Note that there are some explanatory texts on larger screens.

plurals
  1. PO
    text
    copied!<p>Things like "\n" (not "/n" by the way) are escape characters in <em>programming languages</em>, not inherently in text. (In particular, they're programming-language dependent.)</p> <p>If you want to make</p> <pre><code>hello\r\nthis is a test\r\nnew line </code></pre> <p>format as</p> <pre><code>hello this is a test new line </code></pre> <p>you'll need to do the parsing yourself, replacing "\r" with carriage return, "\n" with newline etc, handling "\" as a literal backslash etc. I've typically found that a simple parser which just remembers whether or not the previous character was a backslash is good enough for most purposes. Something like this:</p> <pre><code>static string Unescape(string text) { StringBuilder builder = new StringBuilder(text.Length); bool escaping = false; foreach (char c in text) { if (escaping) { // We're not handling \uxxxx etc escaping = false; switch(c) { case 'r': builder.Append('\r'); break; case 'n': builder.Append('\n'); break; case 't': builder.Append('\t'); break; case '\\': builder.Append('\\'); break; default: throw new ArgumentException("Unhandled escape: " + c); } } else { if (c == '\\') { escaping = true; } else { builder.Append(c); } } } if (escaping) { throw new ArgumentException("Unterminated escape sequence"); } return builder.ToString(); } </code></pre> <p>There are more efficient ways of doing it (skipping from backslash to backslash and appending whole substrings of non-escaped text, basically) but this is simple.</p>
 

Querying!

 
Guidance

SQuiL has stopped working due to an internal error.

If you are curious you may find further information in the browser console, which is accessible through the devtools (F12).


WORK TO BE COMPLETED: Among the entries that follow, find the lines containing the string "SCID" and copy them.

DATA LISTING:

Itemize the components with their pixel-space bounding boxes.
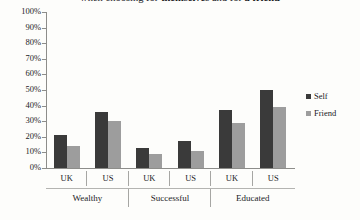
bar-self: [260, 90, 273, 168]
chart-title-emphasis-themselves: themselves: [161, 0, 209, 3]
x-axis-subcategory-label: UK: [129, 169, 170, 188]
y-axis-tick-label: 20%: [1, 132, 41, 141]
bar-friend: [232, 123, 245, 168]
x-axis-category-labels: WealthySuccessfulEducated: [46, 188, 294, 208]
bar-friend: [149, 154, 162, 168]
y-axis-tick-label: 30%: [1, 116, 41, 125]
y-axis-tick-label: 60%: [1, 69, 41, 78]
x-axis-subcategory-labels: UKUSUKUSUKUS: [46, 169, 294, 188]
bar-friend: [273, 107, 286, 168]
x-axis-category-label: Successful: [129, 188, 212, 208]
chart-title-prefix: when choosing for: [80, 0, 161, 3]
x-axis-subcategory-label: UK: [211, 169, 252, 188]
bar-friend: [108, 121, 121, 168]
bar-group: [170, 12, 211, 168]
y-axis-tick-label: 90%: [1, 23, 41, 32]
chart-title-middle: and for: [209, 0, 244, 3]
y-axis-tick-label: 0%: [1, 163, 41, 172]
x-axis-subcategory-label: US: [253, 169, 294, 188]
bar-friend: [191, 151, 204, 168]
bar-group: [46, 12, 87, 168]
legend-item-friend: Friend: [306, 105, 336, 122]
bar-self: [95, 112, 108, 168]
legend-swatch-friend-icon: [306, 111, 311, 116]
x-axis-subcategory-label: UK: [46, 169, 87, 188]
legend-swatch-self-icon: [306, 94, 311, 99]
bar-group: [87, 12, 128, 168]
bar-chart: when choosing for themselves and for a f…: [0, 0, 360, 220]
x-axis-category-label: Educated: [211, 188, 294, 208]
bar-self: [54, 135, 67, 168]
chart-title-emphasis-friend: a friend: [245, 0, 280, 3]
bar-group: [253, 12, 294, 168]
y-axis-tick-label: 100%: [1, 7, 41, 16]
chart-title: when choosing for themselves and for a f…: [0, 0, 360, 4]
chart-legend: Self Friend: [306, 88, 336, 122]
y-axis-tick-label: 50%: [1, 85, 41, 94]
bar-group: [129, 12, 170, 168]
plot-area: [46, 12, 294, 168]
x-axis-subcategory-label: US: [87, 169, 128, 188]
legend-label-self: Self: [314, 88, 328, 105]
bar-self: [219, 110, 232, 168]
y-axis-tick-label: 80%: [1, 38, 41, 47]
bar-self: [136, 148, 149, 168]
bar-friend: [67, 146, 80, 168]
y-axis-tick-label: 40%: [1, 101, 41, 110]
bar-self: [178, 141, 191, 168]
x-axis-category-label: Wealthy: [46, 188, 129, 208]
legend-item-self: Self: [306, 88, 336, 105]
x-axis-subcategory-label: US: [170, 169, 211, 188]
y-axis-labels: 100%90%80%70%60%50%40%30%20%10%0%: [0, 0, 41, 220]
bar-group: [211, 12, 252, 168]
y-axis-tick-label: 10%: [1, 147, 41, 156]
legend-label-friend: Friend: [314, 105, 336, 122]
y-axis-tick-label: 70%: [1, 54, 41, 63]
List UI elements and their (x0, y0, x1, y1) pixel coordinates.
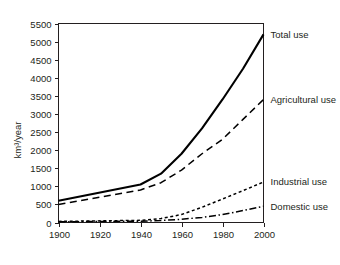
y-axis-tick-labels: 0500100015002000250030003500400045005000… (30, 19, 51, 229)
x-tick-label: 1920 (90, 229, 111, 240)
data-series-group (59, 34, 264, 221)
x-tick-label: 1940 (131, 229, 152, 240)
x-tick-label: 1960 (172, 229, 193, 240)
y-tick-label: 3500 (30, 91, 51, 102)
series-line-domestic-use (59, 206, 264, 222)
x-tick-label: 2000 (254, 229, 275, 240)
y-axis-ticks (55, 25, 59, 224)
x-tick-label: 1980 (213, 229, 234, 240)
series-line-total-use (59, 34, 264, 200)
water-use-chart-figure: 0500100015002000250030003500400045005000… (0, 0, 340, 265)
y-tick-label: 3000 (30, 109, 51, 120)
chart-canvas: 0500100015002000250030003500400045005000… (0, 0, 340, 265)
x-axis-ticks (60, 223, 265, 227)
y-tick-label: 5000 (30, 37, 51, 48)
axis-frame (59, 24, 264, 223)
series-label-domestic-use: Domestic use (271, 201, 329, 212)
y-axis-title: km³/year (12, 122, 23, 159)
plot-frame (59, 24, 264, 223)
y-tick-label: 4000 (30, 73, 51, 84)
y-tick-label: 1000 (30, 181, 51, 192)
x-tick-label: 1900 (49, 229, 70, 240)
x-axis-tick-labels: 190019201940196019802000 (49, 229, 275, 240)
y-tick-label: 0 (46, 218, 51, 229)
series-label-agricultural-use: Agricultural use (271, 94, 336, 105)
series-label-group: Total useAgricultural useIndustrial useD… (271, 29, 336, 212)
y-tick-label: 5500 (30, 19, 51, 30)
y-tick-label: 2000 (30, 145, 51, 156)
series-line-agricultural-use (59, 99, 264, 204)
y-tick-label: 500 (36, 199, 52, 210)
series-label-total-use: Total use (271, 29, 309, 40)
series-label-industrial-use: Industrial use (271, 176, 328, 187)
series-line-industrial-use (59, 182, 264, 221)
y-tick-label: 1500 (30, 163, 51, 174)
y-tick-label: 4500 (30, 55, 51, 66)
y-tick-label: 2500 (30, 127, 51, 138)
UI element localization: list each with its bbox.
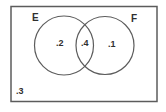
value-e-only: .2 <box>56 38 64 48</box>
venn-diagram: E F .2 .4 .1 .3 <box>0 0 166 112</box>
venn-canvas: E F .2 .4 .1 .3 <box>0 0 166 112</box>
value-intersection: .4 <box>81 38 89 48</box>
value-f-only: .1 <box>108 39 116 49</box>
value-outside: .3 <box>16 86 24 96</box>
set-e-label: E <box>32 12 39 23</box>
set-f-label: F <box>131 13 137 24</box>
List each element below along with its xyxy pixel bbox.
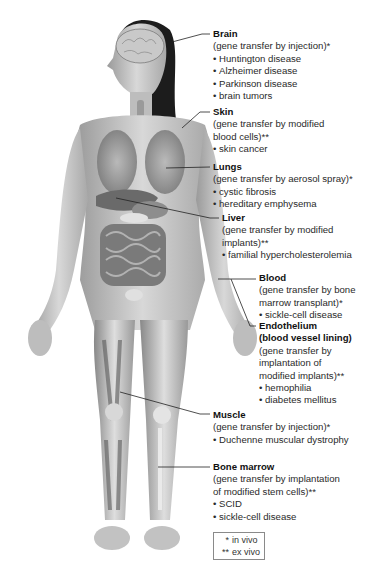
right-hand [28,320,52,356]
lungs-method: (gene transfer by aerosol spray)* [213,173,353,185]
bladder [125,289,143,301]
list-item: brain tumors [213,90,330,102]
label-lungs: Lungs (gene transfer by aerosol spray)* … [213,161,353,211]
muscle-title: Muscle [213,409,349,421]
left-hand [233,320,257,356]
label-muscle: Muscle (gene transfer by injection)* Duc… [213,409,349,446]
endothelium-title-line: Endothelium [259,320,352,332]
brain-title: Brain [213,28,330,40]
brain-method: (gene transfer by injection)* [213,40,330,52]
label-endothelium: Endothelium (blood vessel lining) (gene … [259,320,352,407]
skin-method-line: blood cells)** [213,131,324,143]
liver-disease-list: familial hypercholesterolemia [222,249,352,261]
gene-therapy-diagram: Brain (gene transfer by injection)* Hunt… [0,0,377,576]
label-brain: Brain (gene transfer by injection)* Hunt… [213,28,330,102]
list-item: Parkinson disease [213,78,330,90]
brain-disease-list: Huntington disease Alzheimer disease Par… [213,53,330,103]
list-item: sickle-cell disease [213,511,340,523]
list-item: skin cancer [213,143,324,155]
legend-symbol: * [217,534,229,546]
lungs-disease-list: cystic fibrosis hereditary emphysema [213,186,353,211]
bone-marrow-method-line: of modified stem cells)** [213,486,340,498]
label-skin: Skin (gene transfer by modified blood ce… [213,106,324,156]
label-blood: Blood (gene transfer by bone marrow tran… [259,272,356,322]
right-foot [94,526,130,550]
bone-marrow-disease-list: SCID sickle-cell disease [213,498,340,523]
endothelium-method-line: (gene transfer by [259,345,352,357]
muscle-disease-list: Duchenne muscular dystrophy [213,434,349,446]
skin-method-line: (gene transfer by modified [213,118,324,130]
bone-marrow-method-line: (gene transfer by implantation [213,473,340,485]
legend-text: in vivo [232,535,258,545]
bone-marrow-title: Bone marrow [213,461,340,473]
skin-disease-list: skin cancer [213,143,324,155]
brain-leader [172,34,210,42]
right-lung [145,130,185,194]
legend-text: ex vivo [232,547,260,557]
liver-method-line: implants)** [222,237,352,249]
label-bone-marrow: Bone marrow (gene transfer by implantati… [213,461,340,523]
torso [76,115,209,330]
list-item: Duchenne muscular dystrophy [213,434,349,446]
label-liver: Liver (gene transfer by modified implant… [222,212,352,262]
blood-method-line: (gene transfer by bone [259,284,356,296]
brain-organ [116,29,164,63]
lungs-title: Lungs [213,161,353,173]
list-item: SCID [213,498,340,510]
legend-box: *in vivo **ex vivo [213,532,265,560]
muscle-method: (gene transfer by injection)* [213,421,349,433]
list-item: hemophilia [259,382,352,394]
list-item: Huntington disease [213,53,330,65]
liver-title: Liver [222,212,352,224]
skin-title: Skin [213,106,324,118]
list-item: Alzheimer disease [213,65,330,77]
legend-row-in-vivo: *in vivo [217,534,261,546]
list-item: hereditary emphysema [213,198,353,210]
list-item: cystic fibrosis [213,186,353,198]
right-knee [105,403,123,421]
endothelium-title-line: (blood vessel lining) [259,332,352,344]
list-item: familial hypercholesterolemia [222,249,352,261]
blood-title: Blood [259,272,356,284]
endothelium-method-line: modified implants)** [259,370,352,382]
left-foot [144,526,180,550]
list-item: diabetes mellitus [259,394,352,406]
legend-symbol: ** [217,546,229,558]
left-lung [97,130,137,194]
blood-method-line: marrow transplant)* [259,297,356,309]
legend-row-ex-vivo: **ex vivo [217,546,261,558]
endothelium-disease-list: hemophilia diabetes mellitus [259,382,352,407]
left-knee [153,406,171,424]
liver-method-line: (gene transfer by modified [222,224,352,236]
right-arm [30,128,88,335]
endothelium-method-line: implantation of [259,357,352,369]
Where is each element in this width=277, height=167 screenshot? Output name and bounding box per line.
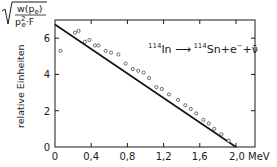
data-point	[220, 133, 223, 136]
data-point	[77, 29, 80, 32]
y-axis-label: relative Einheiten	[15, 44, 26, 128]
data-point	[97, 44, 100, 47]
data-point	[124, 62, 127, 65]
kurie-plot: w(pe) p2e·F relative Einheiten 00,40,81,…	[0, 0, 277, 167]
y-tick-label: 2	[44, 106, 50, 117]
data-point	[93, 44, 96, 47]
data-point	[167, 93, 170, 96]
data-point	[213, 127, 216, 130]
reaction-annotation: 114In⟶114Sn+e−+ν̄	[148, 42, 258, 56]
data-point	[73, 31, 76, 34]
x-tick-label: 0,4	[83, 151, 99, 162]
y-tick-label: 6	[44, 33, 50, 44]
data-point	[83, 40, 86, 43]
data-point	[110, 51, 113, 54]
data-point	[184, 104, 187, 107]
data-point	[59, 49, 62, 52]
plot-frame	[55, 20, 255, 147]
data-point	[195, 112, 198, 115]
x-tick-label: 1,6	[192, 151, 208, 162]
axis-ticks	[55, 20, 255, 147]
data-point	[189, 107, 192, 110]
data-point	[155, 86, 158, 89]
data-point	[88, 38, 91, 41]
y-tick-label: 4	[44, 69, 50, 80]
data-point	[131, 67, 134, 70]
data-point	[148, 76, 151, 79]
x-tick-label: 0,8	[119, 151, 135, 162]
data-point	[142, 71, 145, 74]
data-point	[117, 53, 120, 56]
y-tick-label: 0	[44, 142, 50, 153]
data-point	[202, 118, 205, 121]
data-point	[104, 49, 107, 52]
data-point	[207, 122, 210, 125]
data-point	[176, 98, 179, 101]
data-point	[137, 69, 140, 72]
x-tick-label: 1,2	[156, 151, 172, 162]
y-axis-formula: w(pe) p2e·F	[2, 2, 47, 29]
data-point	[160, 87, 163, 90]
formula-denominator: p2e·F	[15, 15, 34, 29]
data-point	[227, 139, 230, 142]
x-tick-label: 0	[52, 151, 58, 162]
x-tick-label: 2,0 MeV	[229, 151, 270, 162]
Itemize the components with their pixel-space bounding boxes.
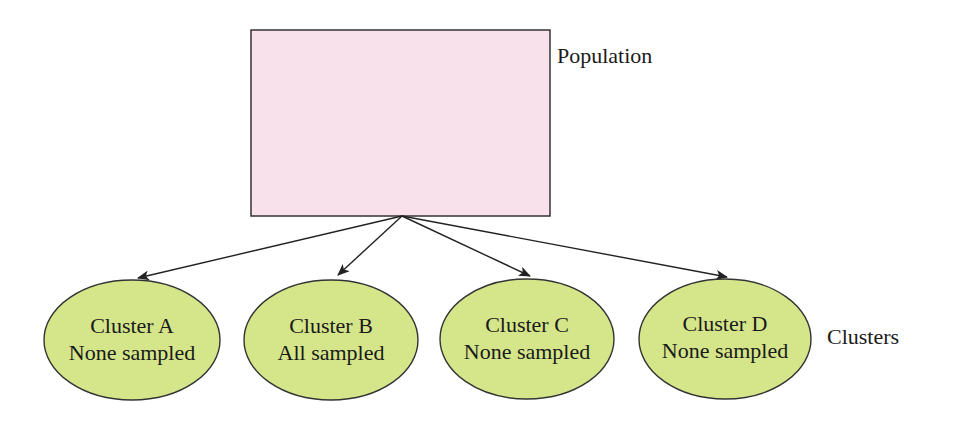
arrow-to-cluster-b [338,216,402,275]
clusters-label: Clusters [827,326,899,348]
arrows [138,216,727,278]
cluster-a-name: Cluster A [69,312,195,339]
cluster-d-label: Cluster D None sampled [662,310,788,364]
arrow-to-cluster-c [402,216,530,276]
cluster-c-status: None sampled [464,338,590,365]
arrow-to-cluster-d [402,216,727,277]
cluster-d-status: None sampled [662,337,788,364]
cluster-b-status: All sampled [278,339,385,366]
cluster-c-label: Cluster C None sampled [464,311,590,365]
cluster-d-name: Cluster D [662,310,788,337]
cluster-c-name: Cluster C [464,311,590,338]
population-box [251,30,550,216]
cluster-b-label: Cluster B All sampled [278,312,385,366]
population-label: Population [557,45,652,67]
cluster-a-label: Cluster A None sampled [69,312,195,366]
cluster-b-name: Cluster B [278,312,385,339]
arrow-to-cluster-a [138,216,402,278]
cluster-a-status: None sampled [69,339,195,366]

RESPONSE:
bone-marrow-disease-list: SCID sickle-cell disease [213,498,340,523]
list-item: SCID [213,498,340,510]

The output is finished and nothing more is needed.